The Royal Conservatory of Brussels, a department of the Erasmus University College, trains talented students to be professional musicians. The conservatory is co-manager of one of the most important, internationally oriented historical music collections in Belgium.
The Conservatory (founded 1835) is housed in a medieval monument. The heritage library BGc houses ca. 2 running km of scores, scientific & pedagogical works, magazines, audio and video material on music, art, culture and related disciplines, artistic objects, extensive digital source material. Innumerable donations. Part of School of Arts Gent. Member of CaGeWeB, Association of 23 research libraries, Archives and Documentation Centres of Gent.
The Royal Conservatoire of Antwerp, founded in 1867, aims to educate enthusiastic and talented people to become creative, professional musicians and performing artists with great autonomy and personality, able to slot into the contemporary socio-cultural and artistic frame of reference. The Antwerp Conservatoire offers opportunities for extensive artistic cross-pollination, as courses in the three performing arts, as well as teacher training, are all grouped on the International Arts Campus deSingel. In 2010, the Antwerp Conservatory library was the first Flemish library to be officially recognised as a world heritage library.

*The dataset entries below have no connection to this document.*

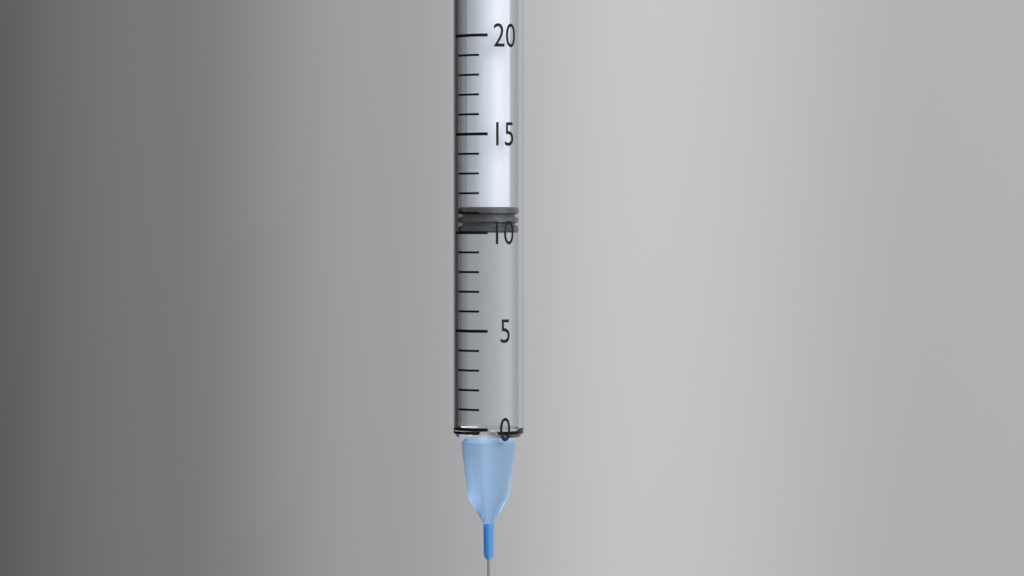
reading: 10 (no unit)
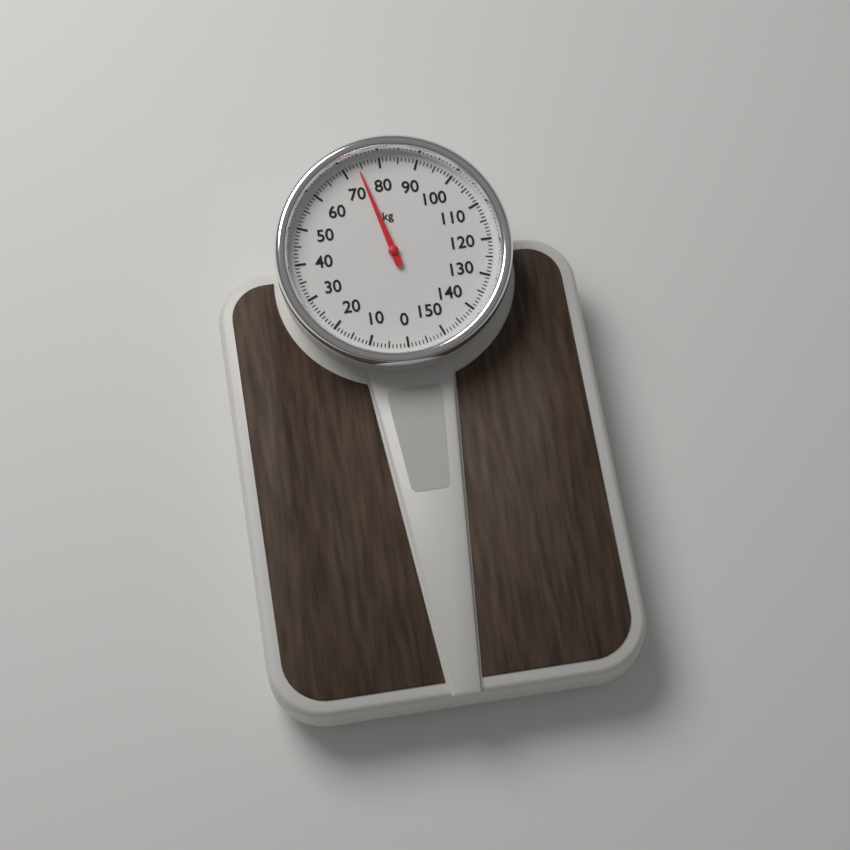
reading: 74 kg
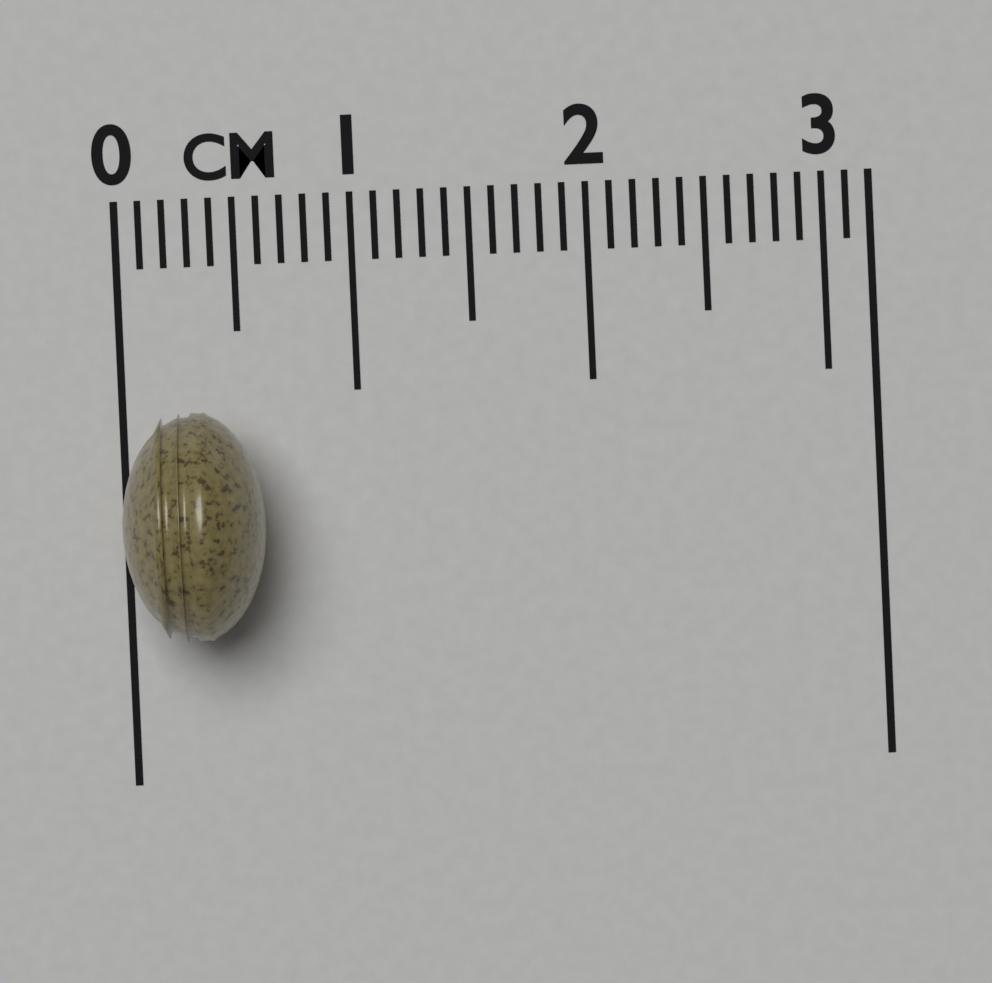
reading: 0.6 cm
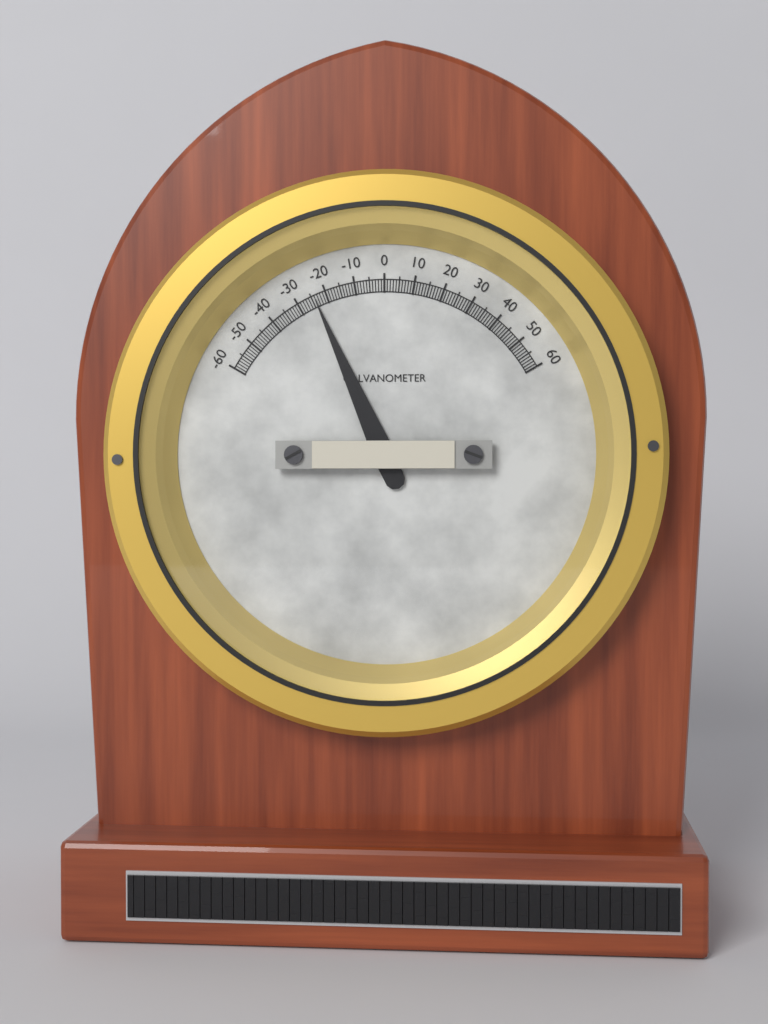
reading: -24 (no unit)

MATRIX [New Music Centre] is truly passionate about (inter)national art music from 1950 onwards and houses one of the most important documentation centers on new music in Europe. While the core of the collection consists of music from Flanders, equal attention is paid to music from an international context. From this collection – part of the voluminous University Library of the KU Leuven – which contains more than a few unpublished pieces, we regularly develop projects on contemporary musical heritage. MATRIX is also the home of a multifaceted educational service, dedicated to new music.

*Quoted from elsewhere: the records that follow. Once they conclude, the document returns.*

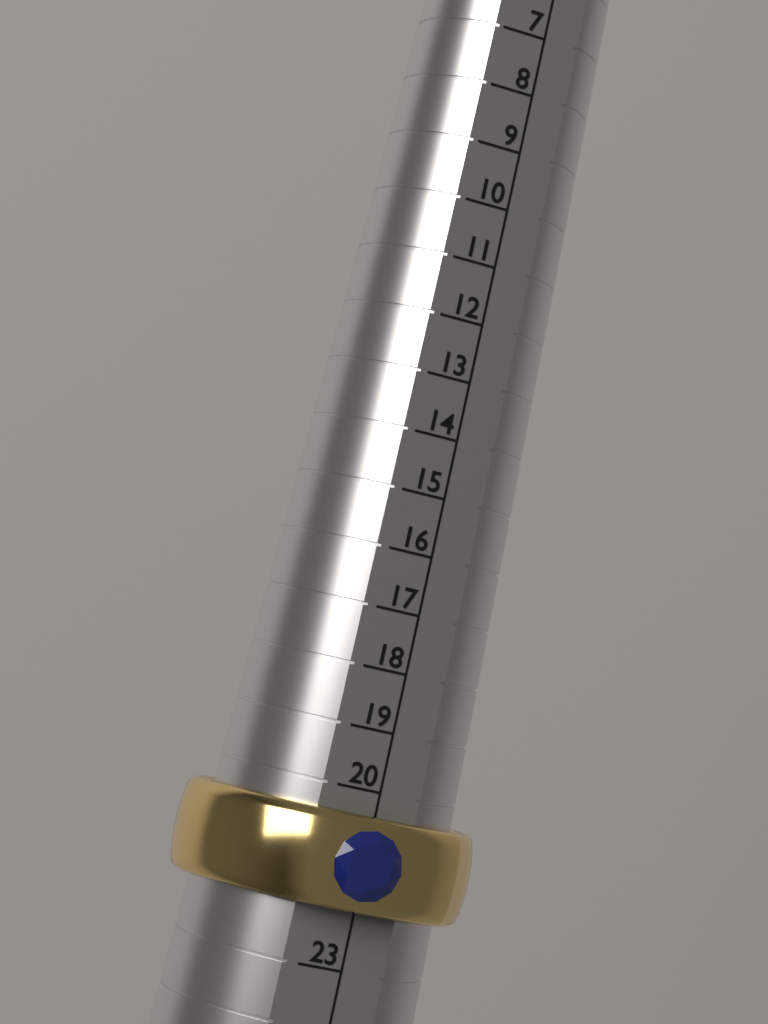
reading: 22 (no unit)
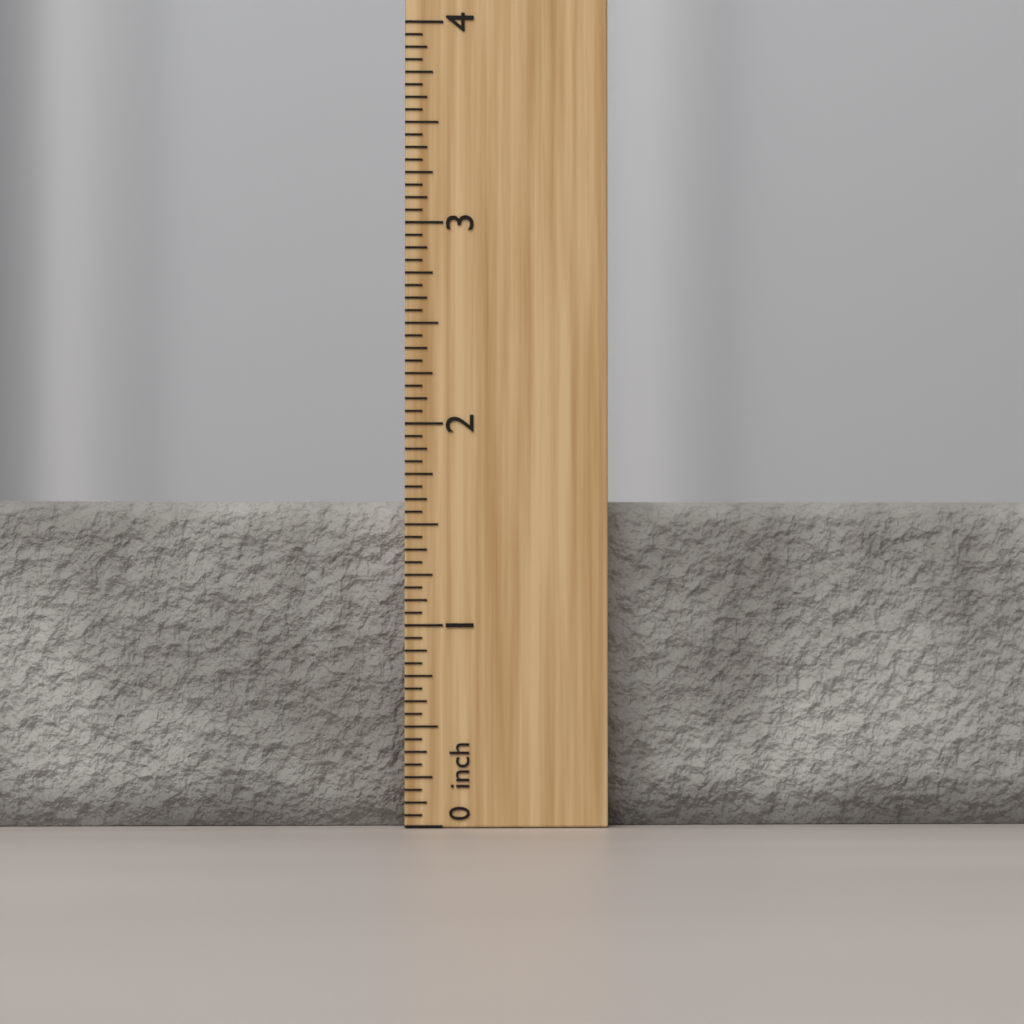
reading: 1.6250 inch
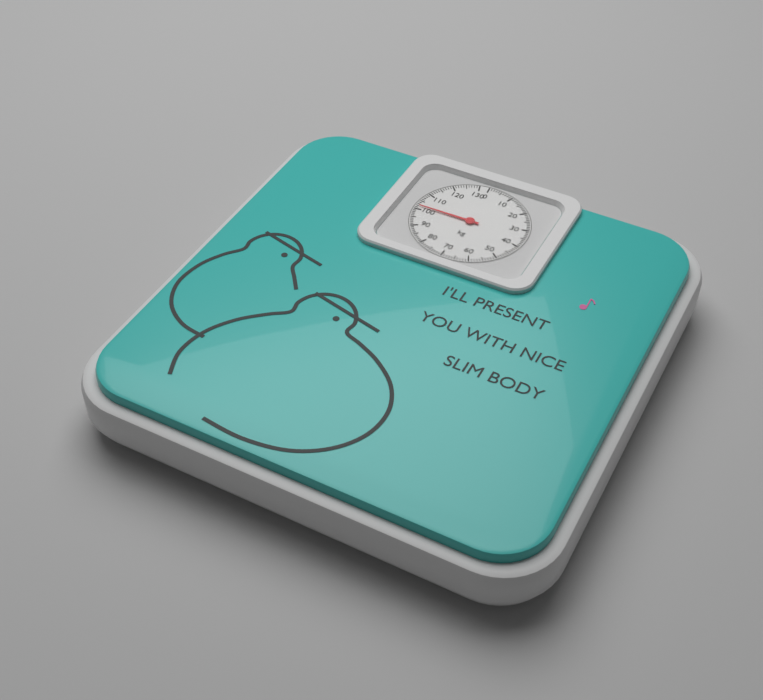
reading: 102 kg
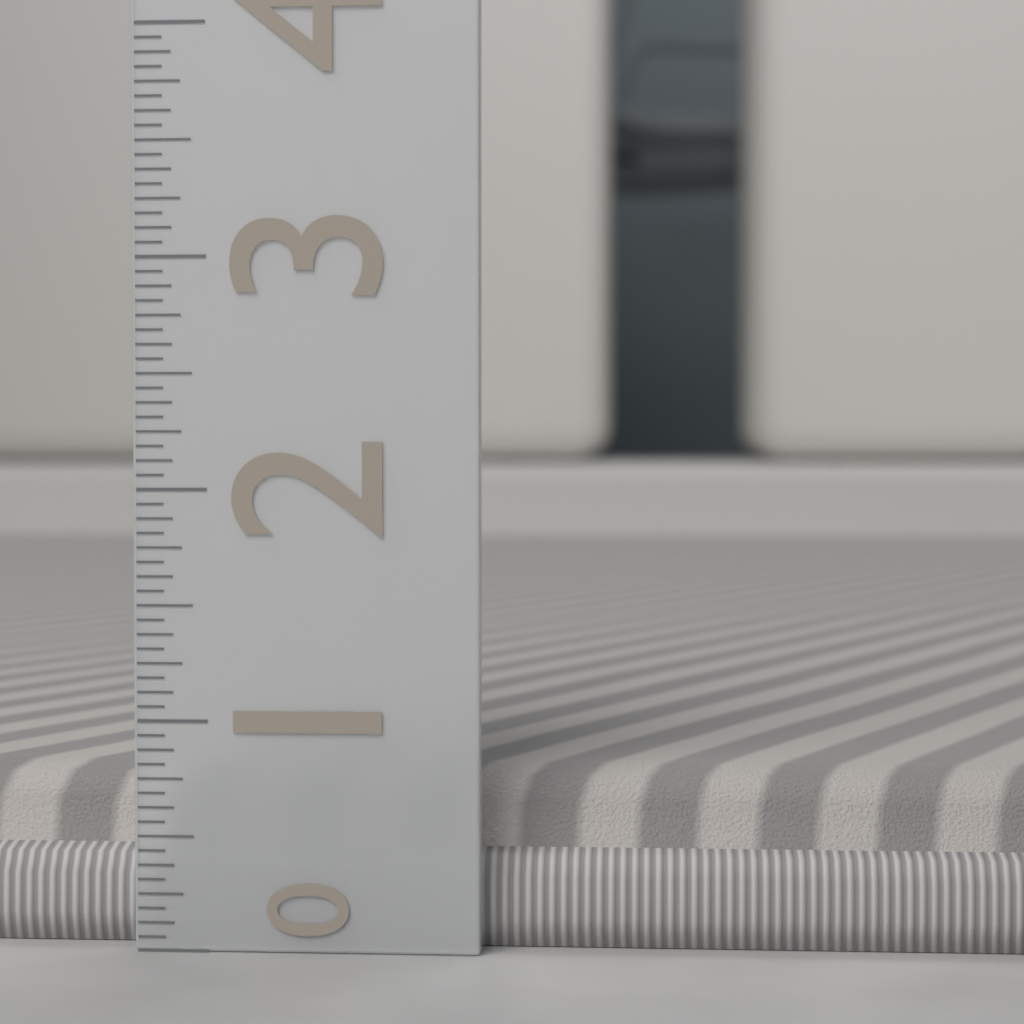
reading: 0.7500 (no unit)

The Study Centre for Flemish Music [SVM] is a study and documentation centre, founded in 1998 and located in Antwerp, that aims at safeguarding as well as making public the Flemish musical patrimony of the 19th and 20th century. This is done through inventarisation, academic research, publications, lectures, sheet music publications (the series Flemish Music Collections, published by Musikproduktion Höflich in Munich), promotion and advice for concerts and recordings.